Pride as we know it today looks a lot different than when it first emerged back in the late 1960s as a protest for equality and recognition. Today, Pride is marked by a month of festivals, events and parades that celebrate and show support for LGBTQ2SIA+ communities.
As this year marks the 50th anniversary of the first Pride parade (held in New York City), we spoke to Matt Numer, an associate professor and head of the Division of Health Promotion in the School of Health and Human Performance and an advocate for LGBTQ2SIA+ health issues, about the history of Pride and why it is still so important to celebrate today.
Can you tell us a bit about the history of Pride and how it has evolved over the decades?
Pride started as a form of protest against fairly overt oppression, primarily from the police, I would say. We saw a lot of issues decades ago with police attempting to out people, arrest people for engaging in what at the time they called “homosexual activities.” People are pretty familiar with the rise of the gay rights movement with the Stonewall Riots, when police attempted to raid bars. What they would do is they would go in and they would particularly target people transgressing gender norms. Today, we might call them drag queens; the way we define people has also evolved over the years. But they would drag people out and publish their names and attempt to have them fired, and all sorts of things like that. In Canada, you had the bath house raids in Toronto, where they would go and purposefully target people engaged in sex activities. Out of that, Pride became a protest — a march very similar to the protests we see today with the Black Lives Matter movement. I think that’s where it gets its historical roots.
How has it evolved? I think in many ways Pride is still a form of protest and a form of garnering attention, though it may not necessarily be for the same cause and it may take on different forms today. Today, when we think of Pride, most people just think of the celebration, parties, drinking, the parade in particular. But it is still calling attention to the fact that there’s a community of people out there who have been historically marginalized and continue to be in many ways. Pride is the opportunity today for many allies to come out and show their support for us to make queer identities visible to youth. A big way that oppression works is to hide how people are marginalized. Growing up, I didn’t really know many gay people. They were just seen as so outlandish in the eyes of the general population, unless it was something like arrests and protests and stuff like that.
A gay rights demonstration in Toronto, circa 1980s. (Courtesy Canadian Lesbian and Gay Archives)
What are some of the unique challenges experienced by LGBTQ2SIA+ communities today and how does Pride bring recognition to those issues?
Pride is also a way for us to see issues that may not be immediately visible. So, you’ll often see different groups marching in the Pride parade. Today it has become very corporatized with the banks and other companies pay their employees to go march in the parade — which, don’t get me wrong, I’m glad that we have corporate support, but that’s not really what Pride is about. But you will see other community groups marching in the parade. They give rise and give light to issues that may not be visible in the Canadian context. There’s a queer Arabs group, Rainbow Refugees — an organization that attempts to help people who have suffered because of their sexual orientation or gender identity to emigrate to Canada. Pride Health is a group through Nova Scotia Health Authority that looks at the disparities in health that emerge for people with queer identities.
Pride is also a time when you can typically get attention from government and media. For many organizations, it’s a time when they show that support. I know from my own advocacy work that when we can raise issues close to Pride they tend to get more attention than during the rest of the year. Governments are fairly dismissive until there is political expediency for them.
What can governments, workplaces, community groups and the general public do to support LGBTQ2SIA+ communities and address these unique challenges?
Money speaks. When governments and organizations are investing in the health and well-being of queer people, then we may start to address some of the health disparities. I think that we still haven’t done a good job of that. On the surface, we think that because we’ve got gay marriage that everything has been solved in Canada, but actually we have greater issues related to mental health, suicide, substance use and things of that nature. That isn’t a product of being gay or queer — that’s a product of a homophobic society. Those are more difficult issues to get at and what we need is a commitment from government to invest more substantively in things like Pride Health, the Youth Project, access to medications. My own advocacy work has a lot to do with HIV prevention and there’s a drug out there that can prevent it almost 100 per cent, but many people don’t have access to it because it’s expensive. The Government of Nova Scotia has refused to pay for it, while about half of Canada’s other provinces have.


▶ What you need to do
If a line in the records below contains "pixels", copy that line.

________________

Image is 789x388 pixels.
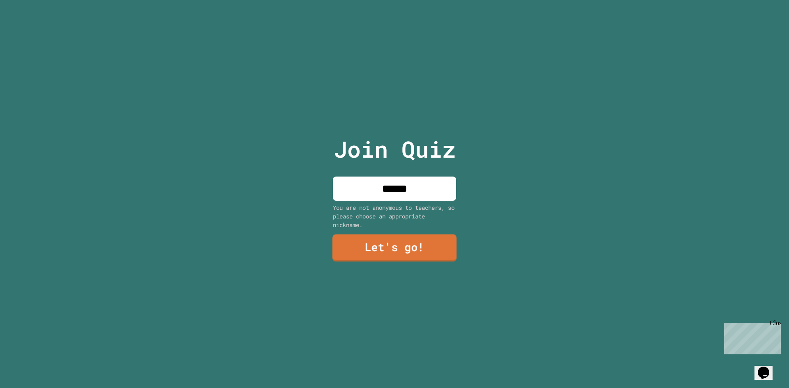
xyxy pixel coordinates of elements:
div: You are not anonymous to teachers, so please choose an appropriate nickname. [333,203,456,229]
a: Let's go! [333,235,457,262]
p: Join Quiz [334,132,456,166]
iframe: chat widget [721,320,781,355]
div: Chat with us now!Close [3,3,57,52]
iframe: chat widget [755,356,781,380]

________________

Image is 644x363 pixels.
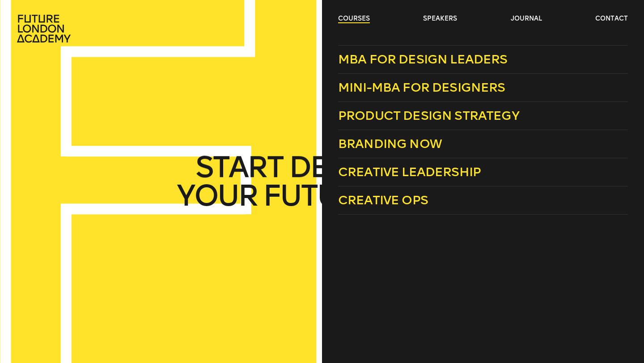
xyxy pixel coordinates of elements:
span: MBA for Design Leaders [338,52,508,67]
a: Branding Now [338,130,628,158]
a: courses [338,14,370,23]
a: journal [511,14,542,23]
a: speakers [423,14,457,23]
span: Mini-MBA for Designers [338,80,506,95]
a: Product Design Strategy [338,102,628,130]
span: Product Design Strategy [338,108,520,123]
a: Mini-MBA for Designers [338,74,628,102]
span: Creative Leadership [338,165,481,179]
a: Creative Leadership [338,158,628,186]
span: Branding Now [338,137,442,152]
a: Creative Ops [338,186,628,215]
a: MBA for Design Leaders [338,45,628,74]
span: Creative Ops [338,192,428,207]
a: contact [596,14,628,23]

________________

▶ Written answer
Image is 789x388 pixels.
Image is 644x363 pixels.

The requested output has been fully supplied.